Giving Compass' Take:

•  Dan Porterfield, President, and CEO of the Aspen Institute, explains the importance of community engagement and collaboration at The Future of Cities: Connecting Innovation, Equity, and Empowerment Conference. 

• Why should city development work have a focus on community development? How are donors prioritizing community development work in their areas?

• Read more about cities, data, and the future of work and economic development. 


The Aspen Institute is dedicated to creating a free, just, and equitable society. Cities—home today to 80 percent of Americans—are crucial to that timeless vision.

Decisions about how to incorporate artificial intelligence into urban transit systems must be driven by the imperatives of equity and community legitimacy.

Decisions backed by data analytics can help support a city that espouses justice—one where no one is disadvantaged because of race, gender, sexual orientation, income-level, or geography.

This “Future of U.S. Cities” handbook reminds us that equity and legitimacy are not by definition in the DNA of innovation unless we make it so.

Again and again in our careers we have seen how changes in technology or the implementation of new innovations happens faster than the broader public’s engagement in the changes happening not with them but to them.

Personally, I see the critical importance of community engagement and change-making through the tangled story of education reform in American over the last 10-15 years. It doesn’t make sense to me that parents and students sit confused as polarizing debates rage around them about whether or not, for example, charter schools and new forms of assessment are beacons of a democratic future in which the citizens are educated for flourishing or if they reflect special interests, business practices, and the privatization, for the good of some but not all, of the public imperative to educate all equally.

If we don’t have all stakeholders at the table to co-create the future that we seek, to ensure that our innovations serve equity and are respected by all stakeholders for the legitimacy of the processes that develop them, we will find our new creations may increase efficiency, perhaps, but drive people apart.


Please set down the line that contains "This screenshot has height=516, width=1087." and every line below it through the last, exactly as written, with no other lines.

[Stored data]
○ ○ ○

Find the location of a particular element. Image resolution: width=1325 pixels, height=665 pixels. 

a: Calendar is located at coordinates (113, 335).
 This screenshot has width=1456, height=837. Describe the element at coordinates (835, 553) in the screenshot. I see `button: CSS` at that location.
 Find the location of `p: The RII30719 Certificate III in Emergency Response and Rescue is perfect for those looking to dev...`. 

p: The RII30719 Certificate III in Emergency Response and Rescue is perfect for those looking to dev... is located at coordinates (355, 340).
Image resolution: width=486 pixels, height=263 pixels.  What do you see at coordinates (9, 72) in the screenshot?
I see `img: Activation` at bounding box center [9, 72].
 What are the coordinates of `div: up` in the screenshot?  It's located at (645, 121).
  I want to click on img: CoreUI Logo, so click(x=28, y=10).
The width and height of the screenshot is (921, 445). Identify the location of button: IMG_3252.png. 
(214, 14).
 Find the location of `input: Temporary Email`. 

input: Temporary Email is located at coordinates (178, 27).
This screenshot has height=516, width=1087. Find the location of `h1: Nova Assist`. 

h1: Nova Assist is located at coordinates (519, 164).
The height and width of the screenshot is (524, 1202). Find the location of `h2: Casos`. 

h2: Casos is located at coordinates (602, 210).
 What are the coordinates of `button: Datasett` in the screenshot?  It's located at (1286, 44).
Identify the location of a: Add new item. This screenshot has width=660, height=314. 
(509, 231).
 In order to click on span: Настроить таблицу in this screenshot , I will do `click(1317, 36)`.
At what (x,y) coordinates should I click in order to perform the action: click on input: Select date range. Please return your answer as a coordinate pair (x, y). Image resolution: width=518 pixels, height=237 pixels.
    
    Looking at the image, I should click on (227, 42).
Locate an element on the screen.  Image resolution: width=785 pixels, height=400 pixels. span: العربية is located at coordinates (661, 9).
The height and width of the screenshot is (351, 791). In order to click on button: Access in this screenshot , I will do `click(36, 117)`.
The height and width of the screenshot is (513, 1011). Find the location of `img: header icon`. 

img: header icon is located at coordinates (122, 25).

○ ○ ○

## Output for this exercise:
This screenshot has height=516, width=1087. Find the location of `h1: Nova Assist`. 

h1: Nova Assist is located at coordinates (519, 164).
The height and width of the screenshot is (524, 1202). Find the location of `h2: Casos`. 

h2: Casos is located at coordinates (602, 210).
 What are the coordinates of `button: Datasett` in the screenshot?  It's located at (1286, 44).
Identify the location of a: Add new item. This screenshot has width=660, height=314. 
(509, 231).
 In order to click on span: Настроить таблицу in this screenshot , I will do `click(1317, 36)`.
At what (x,y) coordinates should I click in order to perform the action: click on input: Select date range. Please return your answer as a coordinate pair (x, y). Image resolution: width=518 pixels, height=237 pixels.
    
    Looking at the image, I should click on (227, 42).
Locate an element on the screen.  Image resolution: width=785 pixels, height=400 pixels. span: العربية is located at coordinates (661, 9).
The height and width of the screenshot is (351, 791). In order to click on button: Access in this screenshot , I will do `click(36, 117)`.
The height and width of the screenshot is (513, 1011). Find the location of `img: header icon`. 

img: header icon is located at coordinates (122, 25).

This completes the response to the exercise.